Beth Walker, 53, will be the court's third chief justice in one year. She will take the post Jan. 1, 2019, April Harless, deputy public information officer for the Supreme Court, said in a news release Monday.

By Lacie Pierson

Beth Walker, who was elected to the West Virginia Supreme Court two years ago and was impeached by the House of Delegates and censured by the state Senate earlier this year, will become chief justice of the court next year.

Walker, 53, will be the court's third chief justice in one year. She will take the post Jan. 1, 2019, April Harless, deputy public information officer for the Supreme Court, said in a news release Monday.

"I am honored by the trust placed in me by my fellow justices, and I thank Chief Justice [Margaret] Workman for her leadership in recent months," Walker said in the news release. "My commitment to greater transparency and accountability in the judicial branch is unwavering, and I am ready to work with the Legislature toward better oversight of the court's budget."

The chief justice is selected by a vote of the five justices. The court traditionally elects a new chief justice to preside from Jan. 1 to Dec. 31 of each year.

The court broke that tradition in 2017, when justices voted to allow Allen Loughry to serve a four-year chief justice term, which would have kept him in the position until 2020.

Loughry was chief justice from Jan. 1, 2017, until February of this year, when justices voted to replace him with Workman after learning that he failed to notify them of a federal subpoena issued to the court in December 2017.

In the news release Monday, Workman said Walker is "a hard worker."

"I think she will do an excellent good job," Workman said in the news release.

Loughry was convicted earlier this month of 11 federal charges and is scheduled to be sentenced Jan. 16, 2019.

Walker, Workman, Loughry and former justice Robin Davis were impeached by the state House of Delegates earlier this year. Justice Menis Ketchum announced his resignation July 12, the day before impeachment hearings began in the House, and he pleaded guilty to a federal wire fraud charge on Aug. 23.
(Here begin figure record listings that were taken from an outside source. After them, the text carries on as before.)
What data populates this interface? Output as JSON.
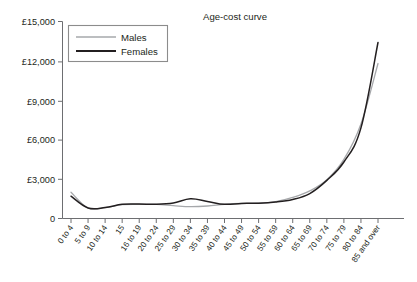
{
  "chart_data": {
    "type": "line",
    "title": "Age-cost curve",
    "xlabel": "",
    "ylabel": "",
    "grid": false,
    "legend_position": "top-left",
    "ylim": [
      0,
      15000
    ],
    "ytick_labels": [
      "0",
      "£3,000",
      "£6,000",
      "£9,000",
      "£12,000",
      "£15,000"
    ],
    "ytick_values": [
      0,
      3000,
      6000,
      9000,
      12000,
      15000
    ],
    "categories": [
      "0 to 4",
      "5 to 9",
      "10 to 14",
      "15",
      "16 to 19",
      "20 to 24",
      "25 to 29",
      "30 to 34",
      "35 to 39",
      "40 to 44",
      "45 to 49",
      "50 to 54",
      "55 to 59",
      "60 to 64",
      "65 to 69",
      "70 to 74",
      "75 to 79",
      "80 to 84",
      "85 and over"
    ],
    "series": [
      {
        "name": "Males",
        "color": "#a6a8ab",
        "values": [
          2000,
          800,
          830,
          1050,
          1080,
          1070,
          980,
          900,
          950,
          1080,
          1150,
          1160,
          1280,
          1600,
          2100,
          2950,
          4500,
          7200,
          11800
        ]
      },
      {
        "name": "Females",
        "color": "#231f20",
        "values": [
          1700,
          800,
          830,
          1080,
          1100,
          1080,
          1180,
          1500,
          1300,
          1080,
          1150,
          1160,
          1250,
          1450,
          1900,
          2900,
          4300,
          6900,
          13400
        ]
      }
    ]
  },
  "legend": {
    "items": [
      {
        "label": "Males"
      },
      {
        "label": "Females"
      }
    ]
  }
}
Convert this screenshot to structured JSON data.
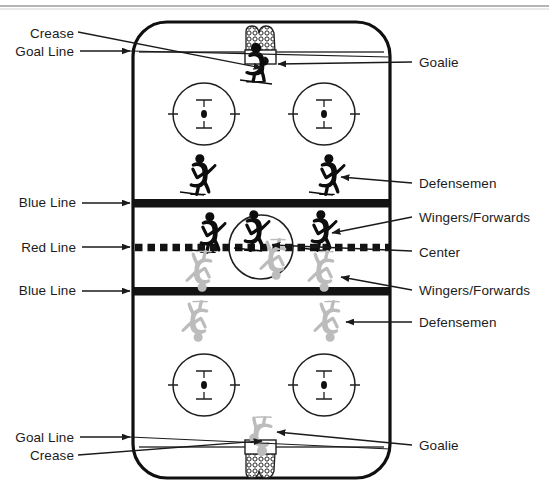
{
  "figure": {
    "background_color": "#ffffff",
    "ink_color": "#1a1a1a",
    "away_team_color": "#0d0d0d",
    "home_team_color": "#b9b9b9"
  },
  "rink": {
    "surface_color": "#ffffff",
    "board_color": "#101010",
    "left": 133,
    "right": 390,
    "top": 22,
    "bottom": 478,
    "corner_radius": 34
  },
  "markings": {
    "blue_line_color": "#141414",
    "red_line_color": "#141414",
    "goal_line_color": "#3a3a3a",
    "faceoff_circle_color": "#1f1f1f",
    "blue_line_top_y": 203,
    "red_line_y": 247,
    "blue_line_bottom_y": 291,
    "goal_line_top_y": 52,
    "goal_line_bottom_y": 447,
    "center_circle_radius": 32
  },
  "faceoff_circles": [
    {
      "name": "top-left-faceoff-circle",
      "cx": 204,
      "cy": 114,
      "r": 31
    },
    {
      "name": "top-right-faceoff-circle",
      "cx": 324,
      "cy": 114,
      "r": 31
    },
    {
      "name": "bottom-left-faceoff-circle",
      "cx": 204,
      "cy": 385,
      "r": 31
    },
    {
      "name": "bottom-right-faceoff-circle",
      "cx": 324,
      "cy": 385,
      "r": 31
    }
  ],
  "goals": [
    {
      "name": "top-goal-net",
      "cx": 261,
      "cy": 44,
      "team": "away"
    },
    {
      "name": "bottom-goal-net",
      "cx": 261,
      "cy": 456,
      "team": "home"
    }
  ],
  "players": [
    {
      "name": "away-goalie",
      "role": "Goalie",
      "team": "away",
      "x": 256,
      "y": 60
    },
    {
      "name": "away-defenseman-left",
      "role": "Defensemen",
      "team": "away",
      "x": 196,
      "y": 173
    },
    {
      "name": "away-defenseman-right",
      "role": "Defensemen",
      "team": "away",
      "x": 325,
      "y": 173
    },
    {
      "name": "away-winger-left",
      "role": "Wingers/Forwards",
      "team": "away",
      "x": 206,
      "y": 230
    },
    {
      "name": "away-center",
      "role": "Center",
      "team": "away",
      "x": 250,
      "y": 228
    },
    {
      "name": "away-winger-right",
      "role": "Wingers/Forwards",
      "team": "away",
      "x": 317,
      "y": 228
    },
    {
      "name": "home-center",
      "role": "Center",
      "team": "home",
      "x": 274,
      "y": 256
    },
    {
      "name": "home-winger-left",
      "role": "Wingers/Forwards",
      "team": "home",
      "x": 200,
      "y": 268
    },
    {
      "name": "home-winger-right",
      "role": "Wingers/Forwards",
      "team": "home",
      "x": 322,
      "y": 268
    },
    {
      "name": "home-defenseman-left",
      "role": "Defensemen",
      "team": "home",
      "x": 196,
      "y": 318
    },
    {
      "name": "home-defenseman-right",
      "role": "Defensemen",
      "team": "home",
      "x": 328,
      "y": 318
    },
    {
      "name": "home-goalie",
      "role": "Goalie",
      "team": "home",
      "x": 262,
      "y": 434
    }
  ],
  "labels_left": [
    {
      "name": "label-crease-top",
      "text": "Crease",
      "x": 22,
      "y": 26
    },
    {
      "name": "label-goal-line-top",
      "text": "Goal Line",
      "x": 9,
      "y": 44
    },
    {
      "name": "label-blue-line-top",
      "text": "Blue Line",
      "x": 14,
      "y": 195
    },
    {
      "name": "label-red-line",
      "text": "Red Line",
      "x": 17,
      "y": 240
    },
    {
      "name": "label-blue-line-bottom",
      "text": "Blue Line",
      "x": 14,
      "y": 283
    },
    {
      "name": "label-goal-line-bottom",
      "text": "Goal Line",
      "x": 9,
      "y": 430
    },
    {
      "name": "label-crease-bottom",
      "text": "Crease",
      "x": 22,
      "y": 448
    }
  ],
  "labels_right": [
    {
      "name": "label-goalie-top",
      "text": "Goalie",
      "x": 418,
      "y": 55
    },
    {
      "name": "label-defensemen-top",
      "text": "Defensemen",
      "x": 418,
      "y": 176
    },
    {
      "name": "label-wingers-forwards-top",
      "text": "Wingers/Forwards",
      "x": 418,
      "y": 210
    },
    {
      "name": "label-center",
      "text": "Center",
      "x": 418,
      "y": 245
    },
    {
      "name": "label-wingers-forwards-bottom",
      "text": "Wingers/Forwards",
      "x": 418,
      "y": 283
    },
    {
      "name": "label-defensemen-bottom",
      "text": "Defensemen",
      "x": 418,
      "y": 315
    },
    {
      "name": "label-goalie-bottom",
      "text": "Goalie",
      "x": 418,
      "y": 438
    }
  ],
  "top_rule": {
    "name": "top-border-rule",
    "y": 6,
    "color": "#5a5a5a"
  }
}
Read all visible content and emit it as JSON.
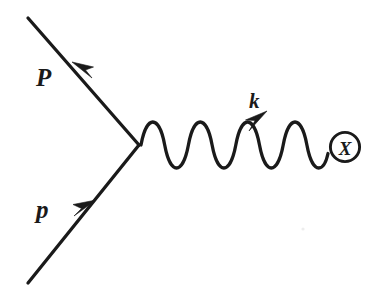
{
  "figure": {
    "kind": "feynman-diagram",
    "title": "Feynman diagram: electron-proton scattering with exchanged photon absorbed by target X",
    "background_color": "#ffffff",
    "ink_color": "#1a1a1a",
    "width": 371,
    "height": 299
  },
  "labels": {
    "outgoing_momentum": "P",
    "incoming_momentum": "p",
    "photon_momentum": "k",
    "blob_marker": "X"
  },
  "geometry": {
    "vertex": {
      "x": 139,
      "y": 145
    },
    "outgoing_line": {
      "x1": 139,
      "y1": 145,
      "x2": 28,
      "y2": 18
    },
    "incoming_line": {
      "x1": 28,
      "y1": 283,
      "x2": 139,
      "y2": 145
    },
    "photon_line": {
      "x_start": 141,
      "x_end": 327,
      "y_center": 141,
      "amplitude": 19,
      "wavelength": 23.5,
      "cycles": 8
    },
    "blob_circle": {
      "cx": 345,
      "cy": 147,
      "r": 15
    },
    "stroke_width": 3.2
  },
  "arrowheads": {
    "outgoing_arrow": {
      "tip_x": 72,
      "tip_y": 62,
      "direction": "up-left",
      "along": "outgoing-fermion-line"
    },
    "incoming_arrow": {
      "tip_x": 96,
      "tip_y": 200,
      "direction": "up-right",
      "along": "incoming-fermion-line"
    },
    "photon_arrow": {
      "tip_x": 267,
      "tip_y": 111,
      "direction": "up-right",
      "along": "photon-line"
    }
  },
  "label_positions": {
    "outgoing_momentum": {
      "x": 36,
      "y": 86,
      "font_size": 25
    },
    "incoming_momentum": {
      "x": 36,
      "y": 218,
      "font_size": 25
    },
    "photon_momentum": {
      "x": 249,
      "y": 108,
      "font_size": 21
    },
    "blob_marker": {
      "x": 345,
      "y": 155,
      "font_size": 19
    }
  },
  "artifacts": {
    "scan_speck": {
      "cx": 303,
      "cy": 229,
      "r": 1.6
    }
  }
}
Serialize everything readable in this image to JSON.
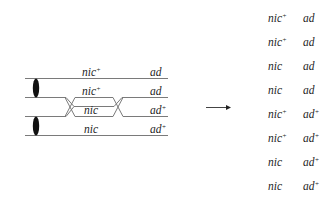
{
  "diagram": {
    "type": "genetic-crossover",
    "chromatids": [
      {
        "gene1": "nic",
        "sup1": "+",
        "gene2": "ad",
        "sup2": ""
      },
      {
        "gene1": "nic",
        "sup1": "+",
        "gene2": "ad",
        "sup2": ""
      },
      {
        "gene1": "nic",
        "sup1": "",
        "gene2": "ad",
        "sup2": "+"
      },
      {
        "gene1": "nic",
        "sup1": "",
        "gene2": "ad",
        "sup2": "+"
      }
    ],
    "crossovers": [
      {
        "between_chromatids": [
          2,
          3
        ],
        "position": "between centromere and nic"
      },
      {
        "between_chromatids": [
          2,
          3
        ],
        "position": "between nic and ad"
      }
    ],
    "centromeres": 2,
    "arrow": "right",
    "products": [
      {
        "gene1": "nic",
        "sup1": "+",
        "gene2": "ad",
        "sup2": ""
      },
      {
        "gene1": "nic",
        "sup1": "+",
        "gene2": "ad",
        "sup2": ""
      },
      {
        "gene1": "nic",
        "sup1": "",
        "gene2": "ad",
        "sup2": ""
      },
      {
        "gene1": "nic",
        "sup1": "",
        "gene2": "ad",
        "sup2": ""
      },
      {
        "gene1": "nic",
        "sup1": "+",
        "gene2": "ad",
        "sup2": "+"
      },
      {
        "gene1": "nic",
        "sup1": "+",
        "gene2": "ad",
        "sup2": "+"
      },
      {
        "gene1": "nic",
        "sup1": "",
        "gene2": "ad",
        "sup2": "+"
      },
      {
        "gene1": "nic",
        "sup1": "",
        "gene2": "ad",
        "sup2": "+"
      }
    ]
  },
  "colors": {
    "line": "#7a7a7a",
    "centromere": "#111111",
    "text": "#1e1e1e"
  }
}
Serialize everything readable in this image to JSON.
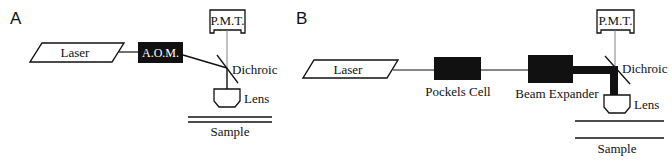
{
  "panels": {
    "a": {
      "label": "A",
      "laser": "Laser",
      "aom": "A.O.M.",
      "pmt": "P.M.T.",
      "dichroic": "Dichroic",
      "lens": "Lens",
      "sample": "Sample"
    },
    "b": {
      "label": "B",
      "laser": "Laser",
      "pockels": "Pockels Cell",
      "expander": "Beam Expander",
      "pmt": "P.M.T.",
      "dichroic": "Dichroic",
      "lens": "Lens",
      "sample": "Sample"
    }
  },
  "colors": {
    "ink": "#111111",
    "background": "#ffffff",
    "pmt_line": "#777777"
  }
}
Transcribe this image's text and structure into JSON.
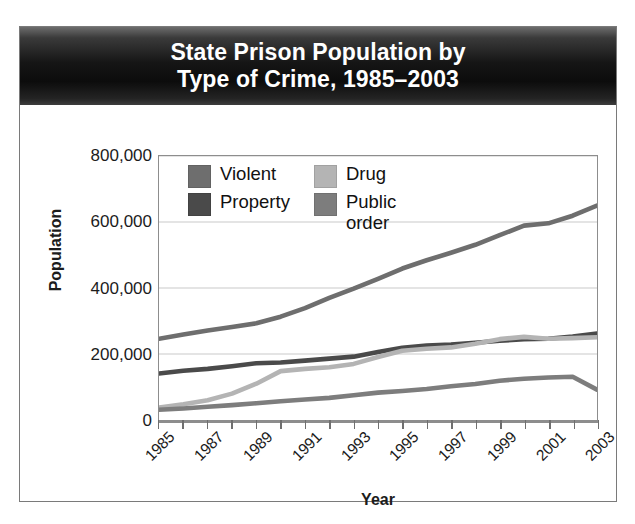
{
  "title": {
    "line1": "State Prison Population by",
    "line2": "Type of Crime, 1985–2003"
  },
  "axes": {
    "y_label": "Population",
    "x_label": "Year",
    "y_ticks": [
      "0",
      "200,000",
      "400,000",
      "600,000",
      "800,000"
    ]
  },
  "legend": [
    {
      "label": "Violent",
      "color": "#6e6e6e"
    },
    {
      "label": "Drug",
      "color": "#b4b4b4"
    },
    {
      "label": "Property",
      "color": "#4a4a4a"
    },
    {
      "label": "Public order",
      "color": "#7d7d7d"
    }
  ],
  "colors": {
    "banner_dark": "#0c0c0c",
    "frame": "#8d8d8d",
    "gridline": "#c9c9c9",
    "text": "#1c1c1c",
    "card_border": "#7a7a7a"
  },
  "chart_data": {
    "type": "line",
    "title": "State Prison Population by Type of Crime, 1985–2003",
    "xlabel": "Year",
    "ylabel": "Population",
    "xlim": [
      1985,
      2003
    ],
    "ylim": [
      0,
      800000
    ],
    "ytick_values": [
      0,
      200000,
      400000,
      600000,
      800000
    ],
    "xtick_labels": [
      "1985",
      "1987",
      "1989",
      "1991",
      "1993",
      "1995",
      "1997",
      "1999",
      "2001",
      "2003"
    ],
    "xtick_all_years": [
      1985,
      1986,
      1987,
      1988,
      1989,
      1990,
      1991,
      1992,
      1993,
      1994,
      1995,
      1996,
      1997,
      1998,
      1999,
      2000,
      2001,
      2002,
      2003
    ],
    "grid": "horizontal",
    "legend_position": "upper-left-inside",
    "x": [
      1985,
      1986,
      1987,
      1988,
      1989,
      1990,
      1991,
      1992,
      1993,
      1994,
      1995,
      1996,
      1997,
      1998,
      1999,
      2000,
      2001,
      2002,
      2003
    ],
    "series": [
      {
        "name": "Violent",
        "color": "#6e6e6e",
        "values": [
          246000,
          259000,
          271000,
          282000,
          293000,
          313000,
          339000,
          370000,
          398000,
          428000,
          459000,
          484000,
          507000,
          531000,
          560000,
          589000,
          596000,
          619000,
          650000
        ]
      },
      {
        "name": "Property",
        "color": "#4a4a4a",
        "values": [
          141000,
          149000,
          155000,
          163000,
          172000,
          174000,
          180000,
          186000,
          192000,
          206000,
          219000,
          226000,
          229000,
          234000,
          240000,
          245000,
          246000,
          253000,
          262000
        ]
      },
      {
        "name": "Drug",
        "color": "#b4b4b4",
        "values": [
          38000,
          48000,
          60000,
          80000,
          110000,
          148000,
          155000,
          160000,
          170000,
          191000,
          210000,
          216000,
          220000,
          231000,
          245000,
          252000,
          246000,
          248000,
          251000
        ]
      },
      {
        "name": "Public order",
        "color": "#7d7d7d",
        "values": [
          31000,
          35000,
          40000,
          45000,
          51000,
          57000,
          62000,
          67000,
          75000,
          83000,
          88000,
          94000,
          102000,
          109000,
          119000,
          125000,
          129000,
          131000,
          92000
        ]
      }
    ]
  }
}
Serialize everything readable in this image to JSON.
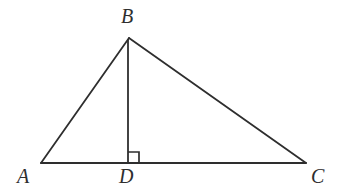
{
  "figure": {
    "type": "geometry-diagram",
    "background_color": "#ffffff",
    "stroke_color": "#2e2e2e",
    "stroke_width": 1.8,
    "label_color": "#2e2e2e",
    "label_style": "italic-serif",
    "label_font_size": 20,
    "points": {
      "A": {
        "label": "A",
        "x": 41,
        "y": 163
      },
      "B": {
        "label": "B",
        "x": 129,
        "y": 38
      },
      "C": {
        "label": "C",
        "x": 306,
        "y": 163
      },
      "D": {
        "label": "D",
        "x": 128,
        "y": 163
      }
    },
    "segments": [
      {
        "name": "segment-AB",
        "from": "A",
        "to": "B"
      },
      {
        "name": "segment-BC",
        "from": "B",
        "to": "C"
      },
      {
        "name": "segment-AC",
        "from": "A",
        "to": "C"
      },
      {
        "name": "segment-BD",
        "from": "B",
        "to": "D"
      }
    ],
    "right_angle_marker": {
      "name": "right-angle-at-D",
      "at_point": "D",
      "size": 11,
      "side": "right",
      "angle_value": "90"
    }
  }
}
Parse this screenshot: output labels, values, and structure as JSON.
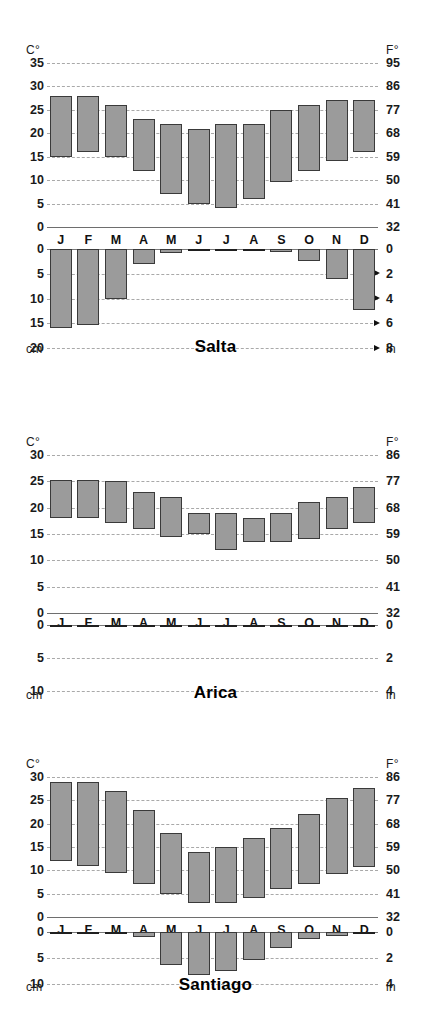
{
  "figure": {
    "kind": "climate-chart-set",
    "units": {
      "temp_left": "C°",
      "temp_right": "F°",
      "precip_left": "cm",
      "precip_right": "in"
    },
    "months": [
      "J",
      "F",
      "M",
      "A",
      "M",
      "J",
      "J",
      "A",
      "S",
      "O",
      "N",
      "D"
    ],
    "bar_fill": "#9b9b9b",
    "bar_stroke": "#3a3a3a",
    "grid_color": "#a9a9a9",
    "axis_color": "#6e6e6e"
  },
  "chart_data": [
    {
      "type": "bar",
      "title": "Salta",
      "subtype": "climograph",
      "categories": [
        "J",
        "F",
        "M",
        "A",
        "M",
        "J",
        "J",
        "A",
        "S",
        "O",
        "N",
        "D"
      ],
      "temperature": {
        "ylabel": "C°",
        "ylabel_right": "F°",
        "ylim": [
          0,
          35
        ],
        "ticks_c": [
          0,
          5,
          10,
          15,
          20,
          25,
          30,
          35
        ],
        "ticks_f": [
          32,
          41,
          50,
          59,
          68,
          77,
          86,
          95
        ],
        "grid": true,
        "series": [
          {
            "name": "Temperature range (min–max °C)",
            "min": [
              15,
              16,
              15,
              12,
              7,
              5,
              4,
              6,
              9.5,
              12,
              14,
              16
            ],
            "max": [
              28,
              28,
              26,
              23,
              22,
              21,
              22,
              22,
              25,
              26,
              27,
              27
            ]
          }
        ]
      },
      "precipitation": {
        "ylabel": "cm",
        "ylabel_right": "in",
        "ylim": [
          0,
          20
        ],
        "ticks_cm": [
          0,
          5,
          10,
          15,
          20
        ],
        "ticks_in": [
          0,
          2,
          4,
          6,
          8
        ],
        "grid": true,
        "arrows_at_cm": [
          5,
          10,
          15,
          20
        ],
        "values_cm": [
          16,
          15.3,
          10,
          3,
          0.8,
          0.3,
          0.3,
          0.5,
          0.7,
          2.4,
          6,
          12.3
        ]
      }
    },
    {
      "type": "bar",
      "title": "Arica",
      "subtype": "climograph",
      "categories": [
        "J",
        "F",
        "M",
        "A",
        "M",
        "J",
        "J",
        "A",
        "S",
        "O",
        "N",
        "D"
      ],
      "temperature": {
        "ylabel": "C°",
        "ylabel_right": "F°",
        "ylim": [
          0,
          30
        ],
        "ticks_c": [
          0,
          5,
          10,
          15,
          20,
          25,
          30
        ],
        "ticks_f": [
          32,
          41,
          50,
          59,
          68,
          77,
          86
        ],
        "grid": true,
        "series": [
          {
            "name": "Temperature range (min–max °C)",
            "min": [
              18,
              18,
              17,
              16,
              14.5,
              15,
              12,
              13.5,
              13.5,
              14,
              16,
              17
            ],
            "max": [
              25.3,
              25.3,
              25,
              23,
              22,
              19,
              19,
              18,
              19,
              21,
              22,
              24
            ]
          }
        ]
      },
      "precipitation": {
        "ylabel": "cm",
        "ylabel_right": "in",
        "ylim": [
          0,
          10
        ],
        "ticks_cm": [
          0,
          5,
          10
        ],
        "ticks_in": [
          0,
          2,
          4
        ],
        "grid": true,
        "arrows_at_cm": [],
        "values_cm": [
          0.15,
          0.02,
          0.02,
          0.02,
          0.02,
          0.02,
          0.02,
          0.15,
          0.02,
          0.02,
          0.02,
          0.15
        ]
      }
    },
    {
      "type": "bar",
      "title": "Santiago",
      "subtype": "climograph",
      "categories": [
        "J",
        "F",
        "M",
        "A",
        "M",
        "J",
        "J",
        "A",
        "S",
        "O",
        "N",
        "D"
      ],
      "temperature": {
        "ylabel": "C°",
        "ylabel_right": "F°",
        "ylim": [
          0,
          30
        ],
        "ticks_c": [
          0,
          5,
          10,
          15,
          20,
          25,
          30
        ],
        "ticks_f": [
          32,
          41,
          50,
          59,
          68,
          77,
          86
        ],
        "grid": true,
        "series": [
          {
            "name": "Temperature range (min–max °C)",
            "min": [
              12,
              11,
              9.5,
              7,
              5,
              3,
              3,
              4,
              6,
              7,
              9.3,
              10.7
            ],
            "max": [
              29,
              29,
              27,
              23,
              18,
              14,
              15,
              17,
              19,
              22,
              25.5,
              27.7
            ]
          }
        ]
      },
      "precipitation": {
        "ylabel": "cm",
        "ylabel_right": "in",
        "ylim": [
          0,
          10
        ],
        "ticks_cm": [
          0,
          5,
          10
        ],
        "ticks_in": [
          0,
          2,
          4
        ],
        "grid": true,
        "arrows_at_cm": [],
        "values_cm": [
          0.2,
          0.2,
          0.3,
          0.9,
          6.3,
          8.2,
          7.5,
          5.3,
          3.1,
          1.3,
          0.7,
          0.4
        ]
      }
    }
  ]
}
After a brief trial in the Senate this month, Walker was censured, but not removed from office. Senate trials for Workman, Loughry and Davis (who resigned after the House impeached her) have been put on hold after the Supreme Court, made up of temporary justices, ruled that there were problems with the impeachment process that violated due process.

During her impeachment trial on Oct. 1, Walker testified that there initially was a 2-2 deadlock between her and Workman for the chief justice position when the justices voted to oust Loughry in February. A subsequent vote ended with three votes for Workman and one for Walker. Loughry voted for himself in both votes, Walker testified.

Walker ran unsuccessfully for the Supreme Court as a Republican in 2008. She ran again in 2016 and claimed a seat on the bench, besting incumbent justice Brent Benjamin, former state attorney general Darrell McGraw and others. In that race, she was endorsed by Republican officeholders and described herself as a conservative judicial candidate.

One of her first rulings as a justice was a highly unusual decision to reopen and vote to reverse a case that would have forced natural gas drillers to pay more in profits to residents. Loughry and Ketchum voted with her to reopen and reverse that case. At the time, Walker's husband owned stock in a variety of energy companies, including those taking part in the state's natural gas boom.

Walker grew up in Huron, Ohio, on the banks of Lake Erie. She earned a bachelor's degree from Hillsdale College, in Hillsdale, Michigan, and a law degree from Ohio State University, according to her court biography.

Walker practiced at the Charleston law firm Bowles Rice beginning in the early 1990s, and she moved to Morgantown in 2011, when she became associate general counsel for WVU Medicine. She worked in that capacity until West Virginia voters elected her to the court in 2016.